Breast is Best – but Not to Stop Obesity

Breastfeeding longer may not further reduce the risk of later obesity in children

(RxWiki News) When it comes to feeding your baby, it's hard to beat breast milk. A mother's milk provides a baby all the nutrients needed and is linked to various beneficial health outcomes later in life.

However, a recent study found that one of those improved outcomes is not necessarily a lower risk of obesity.

When researchers compared a large group of women who breastfed their children considerably longer than another large group of women, they found little difference between the children's weights 11 years later.

The body mass index and various other measures of obesity were approximately the same in the children of both groups of mothers.

"Ask your doctor about breastfeeding."

The study, led by Richard M. Martin, PhD, of the School of Social and Community Medicine at the University of Bristol in England, aimed to find out whether the length of time a child is breastfed has any apparent effect on the child's obesity risk.

The researchers included 17,046 mothers and their children in the study. All the women were being seen at one of 31 different maternity hospitals and clinics in Belarus.

The clinics were randomly assigned to provide the women either with usual care (15 clinics) or to provide an intervention that heavily promoted breastfeeding for the mothers.

The researchers were able to follow up with 81 percent of the women over a decade later, when their children were an average age of 11.5 years old.

During the course of the study, women receiving treatment at the clinics with an especially heavy emphasis on breastfeeding were found to breastfeed their babies for longer than the women at the usual care clinics.

Six percent of the women at the usual care clinics exclusively breastfed their babies until the children were 3 months old, compared to 43 percent of the women at the clinics promoting breastfeeding.

When the children were six months old, 8 percent of the women going to the clinics with the breastfeeding intervention and 0.6 percent of the women at the usual care clinics were still exclusively breastfeeding their babies.

When the researchers followed up with the women's children nearly 12 years later, the researchers assessed the children's body mass index (BMI), fat percentage, waist circumference and skinfold thickness at the triceps. The BMI is a ratio of height to weight that is used to classify individuals' weight.

The researchers found the differences between the groups in BMI, fat percentage, skinfold thickness and waist circumference were very small. Calculations revealed that the differences were so small that they could have been due to chance.

The researchers concluded the intervention did help improve how long the women chose to breastfeed their babies exclusively. However, the strong promotion of breastfeeding did not appear to affect whether the children were overweight a decade later.

"Breastfeeding has many advantages but population strategies to increase the duration and exclusivity of breastfeeding are unlikely to curb the obesity epidemic," the researchers wrote.

The study was published March 12 in the journal JAMA. The research was funded by grants from the European Union, the Canadian Institutes of Health Research and the US National Institutes of Health.

Two authors have given a talk at the Nestle Nutrition Institute, and another has received meeting expenses from Nestle Nutrition Institute that were unrelated to this study.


:: Instructions to follow ::
Across all the records, filter for lines with the word "screenshot" and copy them.
Start of Block
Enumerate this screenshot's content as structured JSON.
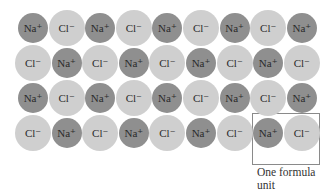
{
  "diagram": {
    "type": "ionic-lattice",
    "rows": [
      [
        "Na⁺",
        "Cl⁻",
        "Na⁺",
        "Cl⁻",
        "Na⁺",
        "Cl⁻",
        "Na⁺",
        "Cl⁻",
        "Na⁺"
      ],
      [
        "Cl⁻",
        "Na⁺",
        "Cl⁻",
        "Na⁺",
        "Cl⁻",
        "Na⁺",
        "Cl⁻",
        "Na⁺",
        "Cl⁻"
      ],
      [
        "Na⁺",
        "Cl⁻",
        "Na⁺",
        "Cl⁻",
        "Na⁺",
        "Cl⁻",
        "Na⁺",
        "Cl⁻",
        "Na⁺"
      ],
      [
        "Cl⁻",
        "Na⁺",
        "Cl⁻",
        "Na⁺",
        "Cl⁻",
        "Na⁺",
        "Cl⁻",
        "Na⁺",
        "Cl⁻"
      ]
    ],
    "highlight": {
      "row": 3,
      "cols": [
        7,
        8
      ]
    },
    "caption_line1": "One formula",
    "caption_line2": "unit",
    "colors": {
      "sodium": "#8f8f8f",
      "chloride": "#cfcfcf"
    }
  }
}
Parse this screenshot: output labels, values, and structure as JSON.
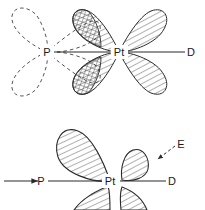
End of Block
:: Exercise answer ::
Enumerate this screenshot's content as structured JSON.
Parse this screenshot: output labels, values, and structure as JSON.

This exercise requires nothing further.